Wednesday, October 07, 2009

Deterrence

While it's not true, as many people believe, that crime is on the rise, there's some reason to think that prison as a deterrent is less effective than it used to be. And this is really not surprising when you think about it.

Why would you not want to go to prison? You could no doubt rattle off reasons, and what are the worst of those reasons would depend on the historical period in which you were making the list. Hundreds of years ago, the rapid spread of disease through prisons would have been high on the list, but nowadays, prisons are nowhere near as unsanitary as they used to be. We still have a lot of prisoner-on-prisoner violence, including rape, murder, and brutality, and there's still guard-on-prisoner abuses as well, but these are things we rightly consider unwanted and in need of correction. There are still indignities, humiliations (beyond the basic humiliation of being convicted and imprisoned, I mean), and emotional agonies.

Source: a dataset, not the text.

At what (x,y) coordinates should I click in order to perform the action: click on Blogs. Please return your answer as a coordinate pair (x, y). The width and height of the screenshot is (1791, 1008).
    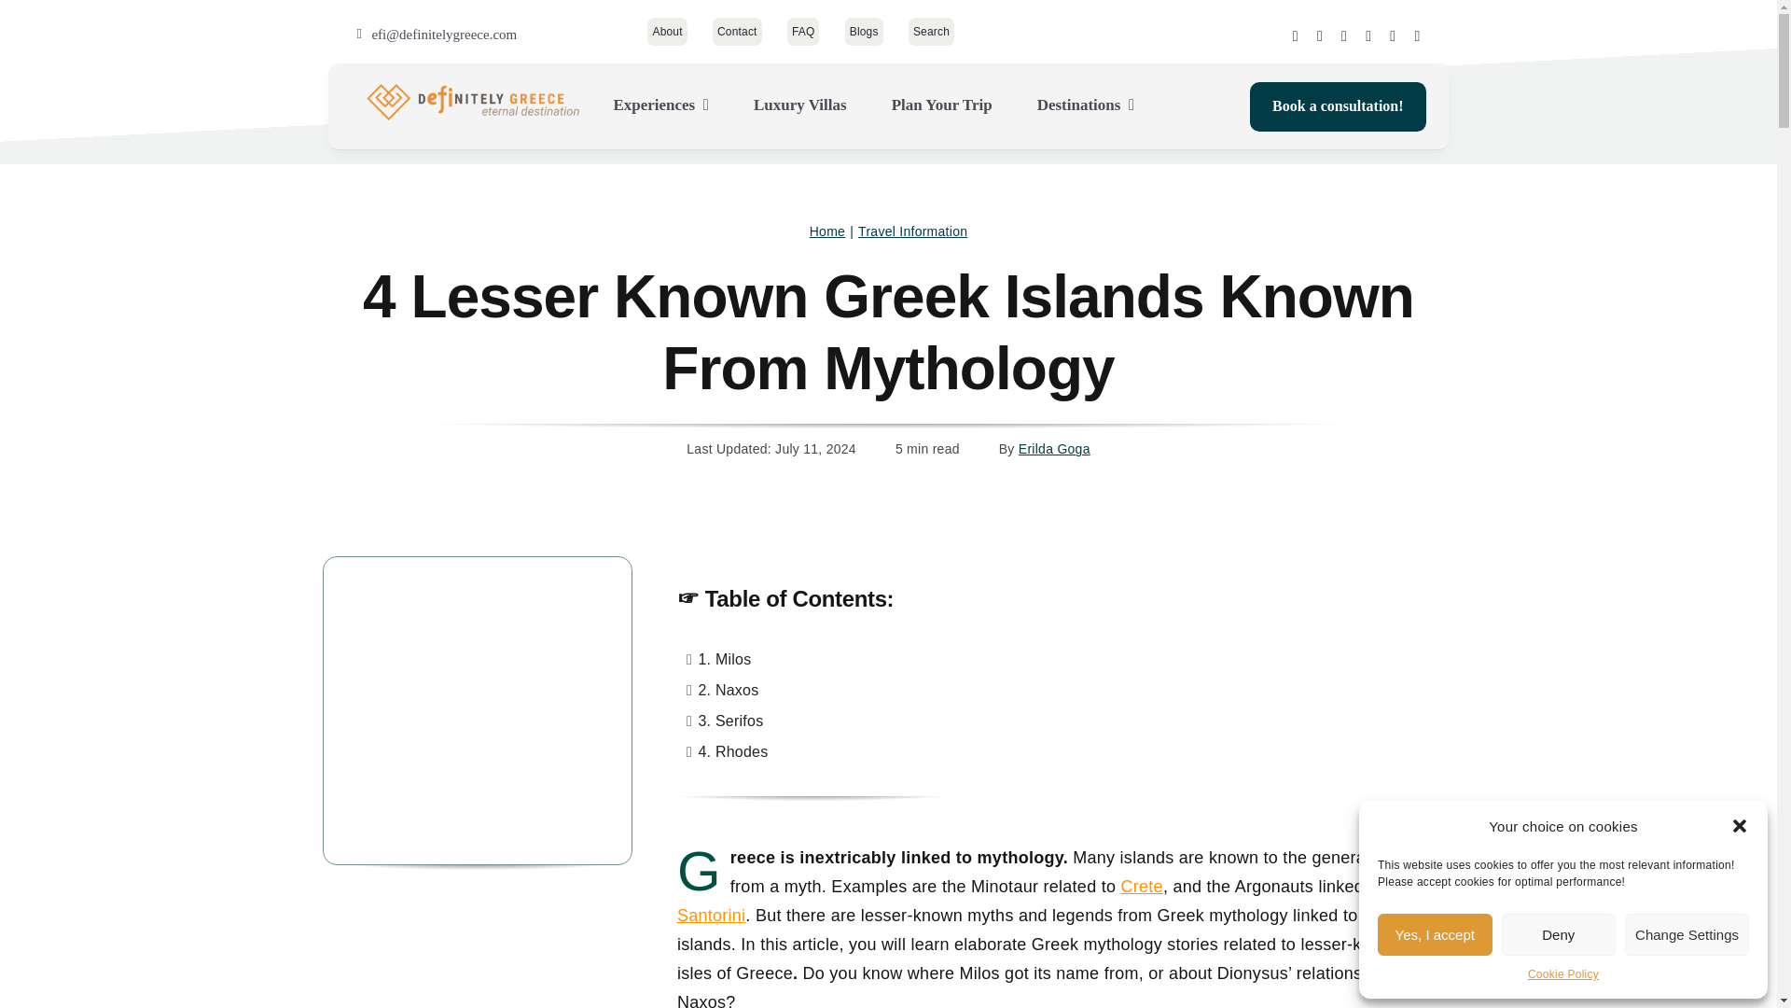
    Looking at the image, I should click on (864, 32).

But the most fundamental downside of prison is the loss of freedom. You can't go where you want to go, do what you want to do, eat what you want to eat, see who you want to see. We may have slightly softened this with some choices about food, activities, visits, etc. (mostly in the name of rehabilitation), but ultimately, prison is about the loss of freedom. That is the downside that is the intended form of deterrence.

All the others are side effects, and in most cases, ones that we should be trying to eliminate, because the loss of freedom should be enough. If you were sent to prison and had no worry whatsoever that you would be raped or brutalized, you should still hate the idea of going to prison.

So why isn't that enough of a deterrent? Because for most of history many of the people who might be going to prison would be leaving a life that is worse than a loss of freedom. They might have little freedom anyway. But they also have far worse things to contend with, like danger, starvation, crime, and abuse. Compared to those things, a safe warm place with free meals might not be that bad.

And as time passes, the gulf between the rich and poor grows greater. I'm not saying that the poor are getting poorer, or lower qualities of life; that's another common misconception. But their lives are worse now than in the past when measured relative to the ambitions they might realistically have. Which makes the comparison to prison change.

Historically, prison has been worse than the lives that potential criminals might face, not because of the intended awfulness of loss of freedom, but also because of all those others which we just hadn't fixed. Some people will probably object to fixing those problems because they want prison to stay awful; they say we're "coddling" prisoners and turning the prisons into resorts. Confront them with specific abuses like prisoner rape and only the most stubborn will defend the particular practice, but they'll still want to support the idea that in some vague way (that they don't have to face), prison remains awful as it always was.

But that's backwards. We can't turn a blind eye to brutality and indignity in our prisons just to ensure that prison remains worse than the alternative, just as we shouldn't have, and eventually didn't, turn a blind eye to bad health that caused rampant disease in prisons. Instead, we should be correcting the inhumane treatment of people, both in prisons and outside prisons. When life on the streets is not a grinding dangerous abyss, then prisons won't have to be an even worse heap of brutality and indignity to remain a suitable deterrent. But it's ironically easier to address inhumane conditions in a prison than on the streets: prisons are controlled environments run by people who have accountability, but the problems on the streets are much bigger, more nebulous, harder to change, and harder to pin on any particular person or group to fix.